Friday. There is some doubt whether or not Wanda Jackson wrote "A hard headed woman is a thorn in the side of a man" on a Friday. But, for sure, Friday's a good day to fish around with the symbol intelligence and Bacon's disagreement with Aristotle, while Samson tells DeliIah to "Keep her cotton-picking fingers out of my curly hair."
To begin, Aristotle reckoned on Active Nous and Passive Nous. Nous is Greek for mind, reason, and general smart-asary. For Aristotle, the Passive nous were just there, ideal forms waiting around. The Active Nous was the bright chap who left home in the morning to hunt and gather the strange and peculiar, mostly indedible, forms that lounged around the Fields of Passive Nous, bring them home, hang them on the wall as look at me ornaments
Francis Bacon - First Viscount of St Alban, he was James I of England's Lord chancellor, a gentle judge who might have had sticky fingers around the public purse - and there was the always rather terrifyingly honest political theorist Thomas Hobbes, decided that while Aristotle might have been a bright chap, he was also foreign and this Active and Passive stuff was just a ridiculous, typical European, unnecessary complexity. You could talk all you wanted about nous as ideal forms and whether you could see them or not, and if you did see them how would you understand them, but it got you nowhere because very obviously, "the understanding understandeth." It was no more complicated than that.
Intelligence as a symbol was simply "un-English" goobledegook and the word intelligere or intellectus, Plato's Nous, had to wait until Natural Philosophy guided by Bacon's support of the Scientific Method produced English Speaking Psychologists who could measure Nous, provide it with proper data points and send it to work for the East India Company before the word intelligence started blobbing around in the English Language.
My own wretched soul long ago concluded that the sensitive plant, mimosa pudica, the Little Plant that Dies of Shame, is intelligent. Stick a finger in it too often and it learns to take no notice of you until you torture it further with a ping-pong ball, then off it goes with its fainting spells. This means that mechanical devices that can record, digest and retain an impression for a couple of days are intelligent. So congratulations mensa, live long and prosper.
"You have hit upon a profound linguistic truth here, Comrade. The word Intelligence didn't start its life as a description of human brilliance; it was a bureaucratic noun. In the days of Elizabeth I and James I, 'intelligence' meant spycraft—the factual data packets brought back by Walsingham’s agents or colonial scouts about Spanish ship movements or trade routes. It was information used for state power."
"You're right, it wasn't until the 19th century, when Natural Philosophy birthed the English-speaking psychologists, that the word was turned inward to measure us people."
"And why did they need to measure it? To feed the massive, soul-crushing bureaucracy of the East India Company. They needed a metric to sort the human herd—to decide which clerk was compliant enough to handle the spice ledgers in Calcutta and which one belonged in the back row. They took Plato’s Nous—which was about the soul's communion with the absolute—and turned it into the IQ score, a standardized data point designed to turn human beings into efficient, predictable machinery for global profit."
"Flash forward to the silicon plantation of 2026. Social media platforms do the exact same thing with 'Knowledge Making' that Thatcher did with public housing."
"Now they tell us people: We have democratized the printing press. You don't need the BBC or Oxford anymore. You can build your own channel, write your own blog, debate the 340 theories of consciousness, and have your say in the flow of meaning. They give us the illusion of being participants in the global archive."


● INSTRUCTIONS TO FOLLOW:
Copy out the records again. Change nothing.

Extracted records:
[Start of section]
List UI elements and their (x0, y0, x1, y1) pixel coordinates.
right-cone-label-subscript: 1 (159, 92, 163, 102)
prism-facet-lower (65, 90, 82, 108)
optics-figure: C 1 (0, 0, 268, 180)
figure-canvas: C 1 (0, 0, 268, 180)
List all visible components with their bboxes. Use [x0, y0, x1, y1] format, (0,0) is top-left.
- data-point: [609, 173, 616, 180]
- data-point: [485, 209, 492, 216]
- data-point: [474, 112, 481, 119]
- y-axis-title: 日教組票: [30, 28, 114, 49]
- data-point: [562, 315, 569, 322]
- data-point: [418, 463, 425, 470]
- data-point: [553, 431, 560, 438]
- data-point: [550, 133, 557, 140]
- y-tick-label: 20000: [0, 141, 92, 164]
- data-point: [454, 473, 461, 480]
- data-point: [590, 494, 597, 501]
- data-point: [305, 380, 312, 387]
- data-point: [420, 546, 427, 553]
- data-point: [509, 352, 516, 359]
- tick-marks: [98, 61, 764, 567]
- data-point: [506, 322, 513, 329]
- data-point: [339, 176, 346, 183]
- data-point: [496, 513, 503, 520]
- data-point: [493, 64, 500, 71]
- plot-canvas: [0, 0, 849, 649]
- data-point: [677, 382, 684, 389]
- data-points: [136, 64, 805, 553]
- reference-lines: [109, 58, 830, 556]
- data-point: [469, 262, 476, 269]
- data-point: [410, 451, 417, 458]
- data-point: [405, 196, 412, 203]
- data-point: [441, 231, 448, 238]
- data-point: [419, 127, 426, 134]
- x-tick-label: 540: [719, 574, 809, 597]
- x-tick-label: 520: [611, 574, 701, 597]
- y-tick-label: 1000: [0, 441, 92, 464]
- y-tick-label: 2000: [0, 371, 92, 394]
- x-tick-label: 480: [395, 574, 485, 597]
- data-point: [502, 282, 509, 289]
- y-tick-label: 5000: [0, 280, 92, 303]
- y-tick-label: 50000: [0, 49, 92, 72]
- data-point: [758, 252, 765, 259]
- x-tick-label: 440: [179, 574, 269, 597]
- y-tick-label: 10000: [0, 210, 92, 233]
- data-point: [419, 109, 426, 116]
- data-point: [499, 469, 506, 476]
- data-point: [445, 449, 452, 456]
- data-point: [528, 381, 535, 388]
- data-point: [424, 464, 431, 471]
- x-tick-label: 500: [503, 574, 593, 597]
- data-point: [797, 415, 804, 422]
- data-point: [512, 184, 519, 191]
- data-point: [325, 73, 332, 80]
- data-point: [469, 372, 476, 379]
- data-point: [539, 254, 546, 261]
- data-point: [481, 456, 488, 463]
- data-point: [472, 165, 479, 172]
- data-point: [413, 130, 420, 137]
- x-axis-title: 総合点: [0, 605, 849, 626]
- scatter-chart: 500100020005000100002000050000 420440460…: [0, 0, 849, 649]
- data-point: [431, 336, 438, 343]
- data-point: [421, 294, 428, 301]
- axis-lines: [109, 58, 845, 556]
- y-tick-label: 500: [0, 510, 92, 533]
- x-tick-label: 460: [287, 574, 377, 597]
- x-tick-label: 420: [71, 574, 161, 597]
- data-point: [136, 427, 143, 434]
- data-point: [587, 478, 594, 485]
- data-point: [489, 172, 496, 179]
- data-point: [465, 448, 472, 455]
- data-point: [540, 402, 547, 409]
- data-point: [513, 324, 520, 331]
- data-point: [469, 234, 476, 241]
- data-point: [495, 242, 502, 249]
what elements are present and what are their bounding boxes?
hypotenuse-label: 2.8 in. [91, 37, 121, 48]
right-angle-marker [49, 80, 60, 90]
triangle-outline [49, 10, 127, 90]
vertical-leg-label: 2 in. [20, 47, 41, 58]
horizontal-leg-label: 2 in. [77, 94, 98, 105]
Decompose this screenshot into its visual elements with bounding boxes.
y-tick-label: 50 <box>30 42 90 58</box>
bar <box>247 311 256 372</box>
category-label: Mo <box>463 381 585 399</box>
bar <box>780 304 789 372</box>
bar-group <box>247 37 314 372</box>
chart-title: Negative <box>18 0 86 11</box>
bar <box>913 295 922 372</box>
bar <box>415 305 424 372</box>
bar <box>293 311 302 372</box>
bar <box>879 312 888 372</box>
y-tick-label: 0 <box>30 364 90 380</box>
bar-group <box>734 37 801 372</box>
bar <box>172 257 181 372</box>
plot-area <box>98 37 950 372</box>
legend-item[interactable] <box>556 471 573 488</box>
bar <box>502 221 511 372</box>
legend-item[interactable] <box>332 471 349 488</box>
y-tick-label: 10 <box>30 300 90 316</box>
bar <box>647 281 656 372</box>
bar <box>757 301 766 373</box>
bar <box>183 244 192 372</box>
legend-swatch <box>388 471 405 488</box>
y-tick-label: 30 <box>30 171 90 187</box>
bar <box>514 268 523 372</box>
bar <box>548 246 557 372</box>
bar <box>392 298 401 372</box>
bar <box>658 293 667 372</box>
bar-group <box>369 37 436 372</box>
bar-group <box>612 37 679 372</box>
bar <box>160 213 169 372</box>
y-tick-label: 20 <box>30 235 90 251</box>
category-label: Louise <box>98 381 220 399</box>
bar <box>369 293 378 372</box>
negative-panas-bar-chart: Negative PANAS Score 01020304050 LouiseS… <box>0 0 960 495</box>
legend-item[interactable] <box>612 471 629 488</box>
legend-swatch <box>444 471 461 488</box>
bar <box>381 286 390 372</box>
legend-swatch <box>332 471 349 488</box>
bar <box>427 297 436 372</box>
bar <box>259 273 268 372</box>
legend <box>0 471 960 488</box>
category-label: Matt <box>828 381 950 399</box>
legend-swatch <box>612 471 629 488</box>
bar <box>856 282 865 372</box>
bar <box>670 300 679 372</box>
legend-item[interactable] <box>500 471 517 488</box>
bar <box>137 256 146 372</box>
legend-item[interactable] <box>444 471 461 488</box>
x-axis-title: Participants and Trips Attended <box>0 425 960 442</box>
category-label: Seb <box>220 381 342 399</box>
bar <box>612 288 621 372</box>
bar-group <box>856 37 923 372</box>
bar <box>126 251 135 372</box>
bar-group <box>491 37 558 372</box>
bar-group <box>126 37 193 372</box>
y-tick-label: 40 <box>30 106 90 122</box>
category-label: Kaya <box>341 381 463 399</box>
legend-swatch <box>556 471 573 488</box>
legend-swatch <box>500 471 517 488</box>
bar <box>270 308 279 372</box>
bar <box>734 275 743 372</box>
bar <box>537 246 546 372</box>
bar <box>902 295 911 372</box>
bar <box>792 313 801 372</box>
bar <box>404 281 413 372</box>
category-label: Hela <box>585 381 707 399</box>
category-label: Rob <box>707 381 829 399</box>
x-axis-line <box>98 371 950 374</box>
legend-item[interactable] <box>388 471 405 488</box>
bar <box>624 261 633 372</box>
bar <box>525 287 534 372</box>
[End of section]
● EXERCISE OUTPUT:
List UI elements and their (x0, y0, x1, y1) pixel coordinates.
right-cone-label-subscript: 1 (159, 92, 163, 102)
prism-facet-lower (65, 90, 82, 108)
optics-figure: C 1 (0, 0, 268, 180)
figure-canvas: C 1 (0, 0, 268, 180)
List all visible components with their bboxes. Use [x0, y0, x1, y1] format, (0,0) is top-left.
- data-point: [609, 173, 616, 180]
- data-point: [485, 209, 492, 216]
- data-point: [474, 112, 481, 119]
- y-axis-title: 日教組票: [30, 28, 114, 49]
- data-point: [562, 315, 569, 322]
- data-point: [418, 463, 425, 470]
- data-point: [553, 431, 560, 438]
- data-point: [550, 133, 557, 140]
- y-tick-label: 20000: [0, 141, 92, 164]
- data-point: [454, 473, 461, 480]
- data-point: [590, 494, 597, 501]
- data-point: [305, 380, 312, 387]
- data-point: [420, 546, 427, 553]
- data-point: [509, 352, 516, 359]
- tick-marks: [98, 61, 764, 567]
- data-point: [506, 322, 513, 329]
- data-point: [339, 176, 346, 183]
- data-point: [496, 513, 503, 520]
- data-point: [493, 64, 500, 71]
- plot-canvas: [0, 0, 849, 649]
- data-point: [677, 382, 684, 389]
- data-points: [136, 64, 805, 553]
- reference-lines: [109, 58, 830, 556]
- data-point: [469, 262, 476, 269]
- data-point: [410, 451, 417, 458]
- data-point: [405, 196, 412, 203]
- data-point: [441, 231, 448, 238]
- data-point: [419, 127, 426, 134]
- x-tick-label: 540: [719, 574, 809, 597]
- x-tick-label: 520: [611, 574, 701, 597]
- y-tick-label: 1000: [0, 441, 92, 464]
- y-tick-label: 2000: [0, 371, 92, 394]
- x-tick-label: 480: [395, 574, 485, 597]
- data-point: [502, 282, 509, 289]
- y-tick-label: 5000: [0, 280, 92, 303]
- y-tick-label: 50000: [0, 49, 92, 72]
- data-point: [758, 252, 765, 259]
- x-tick-label: 440: [179, 574, 269, 597]
- y-tick-label: 10000: [0, 210, 92, 233]
- data-point: [419, 109, 426, 116]
- data-point: [499, 469, 506, 476]
- data-point: [445, 449, 452, 456]
- data-point: [528, 381, 535, 388]
- data-point: [424, 464, 431, 471]
- x-tick-label: 500: [503, 574, 593, 597]
- data-point: [797, 415, 804, 422]
- data-point: [512, 184, 519, 191]
- data-point: [325, 73, 332, 80]
- data-point: [469, 372, 476, 379]
- data-point: [539, 254, 546, 261]
- data-point: [481, 456, 488, 463]
- data-point: [472, 165, 479, 172]
- data-point: [413, 130, 420, 137]
- x-axis-title: 総合点: [0, 605, 849, 626]
- scatter-chart: 500100020005000100002000050000 420440460…: [0, 0, 849, 649]
- data-point: [431, 336, 438, 343]
- data-point: [421, 294, 428, 301]
- axis-lines: [109, 58, 845, 556]
- y-tick-label: 500: [0, 510, 92, 533]
- x-tick-label: 460: [287, 574, 377, 597]
- x-tick-label: 420: [71, 574, 161, 597]
- data-point: [136, 427, 143, 434]
- data-point: [587, 478, 594, 485]
- data-point: [489, 172, 496, 179]
- data-point: [465, 448, 472, 455]
- data-point: [540, 402, 547, 409]
- data-point: [513, 324, 520, 331]
- data-point: [469, 234, 476, 241]
- data-point: [495, 242, 502, 249]
what elements are present and what are their bounding boxes?
hypotenuse-label: 2.8 in. [91, 37, 121, 48]
right-angle-marker [49, 80, 60, 90]
triangle-outline [49, 10, 127, 90]
vertical-leg-label: 2 in. [20, 47, 41, 58]
horizontal-leg-label: 2 in. [77, 94, 98, 105]
Decompose this screenshot into its visual elements with bounding boxes.
y-tick-label: 50 <box>30 42 90 58</box>
bar <box>247 311 256 372</box>
category-label: Mo <box>463 381 585 399</box>
bar <box>780 304 789 372</box>
bar-group <box>247 37 314 372</box>
chart-title: Negative <box>18 0 86 11</box>
bar <box>913 295 922 372</box>
bar <box>415 305 424 372</box>
bar <box>293 311 302 372</box>
bar <box>879 312 888 372</box>
y-tick-label: 0 <box>30 364 90 380</box>
bar-group <box>734 37 801 372</box>
bar <box>172 257 181 372</box>
plot-area <box>98 37 950 372</box>
legend-item[interactable] <box>556 471 573 488</box>
bar <box>502 221 511 372</box>
legend-item[interactable] <box>332 471 349 488</box>
y-tick-label: 10 <box>30 300 90 316</box>
bar <box>647 281 656 372</box>
bar <box>757 301 766 373</box>
bar <box>183 244 192 372</box>
legend-swatch <box>388 471 405 488</box>
y-tick-label: 30 <box>30 171 90 187</box>
bar <box>514 268 523 372</box>
bar <box>548 246 557 372</box>
bar <box>392 298 401 372</box>
bar <box>658 293 667 372</box>
bar-group <box>369 37 436 372</box>
bar-group <box>612 37 679 372</box>
bar <box>160 213 169 372</box>
y-tick-label: 20 <box>30 235 90 251</box>
category-label: Louise <box>98 381 220 399</box>
bar <box>369 293 378 372</box>
negative-panas-bar-chart: Negative PANAS Score 01020304050 LouiseS… <box>0 0 960 495</box>
legend-item[interactable] <box>612 471 629 488</box>
legend-swatch <box>444 471 461 488</box>
bar <box>381 286 390 372</box>
legend-swatch <box>332 471 349 488</box>
bar <box>427 297 436 372</box>
bar <box>259 273 268 372</box>
legend <box>0 471 960 488</box>
category-label: Matt <box>828 381 950 399</box>
legend-swatch <box>612 471 629 488</box>
bar <box>856 282 865 372</box>
bar <box>670 300 679 372</box>
legend-item[interactable] <box>500 471 517 488</box>
bar <box>137 256 146 372</box>
legend-item[interactable] <box>444 471 461 488</box>
x-axis-title: Participants and Trips Attended <box>0 425 960 442</box>
category-label: Seb <box>220 381 342 399</box>
bar <box>612 288 621 372</box>
bar-group <box>856 37 923 372</box>
bar <box>126 251 135 372</box>
bar-group <box>491 37 558 372</box>
bar-group <box>126 37 193 372</box>
y-tick-label: 40 <box>30 106 90 122</box>
category-label: Kaya <box>341 381 463 399</box>
legend-swatch <box>556 471 573 488</box>
legend-swatch <box>500 471 517 488</box>
bar <box>270 308 279 372</box>
bar <box>734 275 743 372</box>
bar <box>537 246 546 372</box>
bar <box>902 295 911 372</box>
bar <box>792 313 801 372</box>
bar <box>404 281 413 372</box>
category-label: Hela <box>585 381 707 399</box>
category-label: Rob <box>707 381 829 399</box>
x-axis-line <box>98 371 950 374</box>
legend-item[interactable] <box>388 471 405 488</box>
bar <box>624 261 633 372</box>
bar <box>525 287 534 372</box>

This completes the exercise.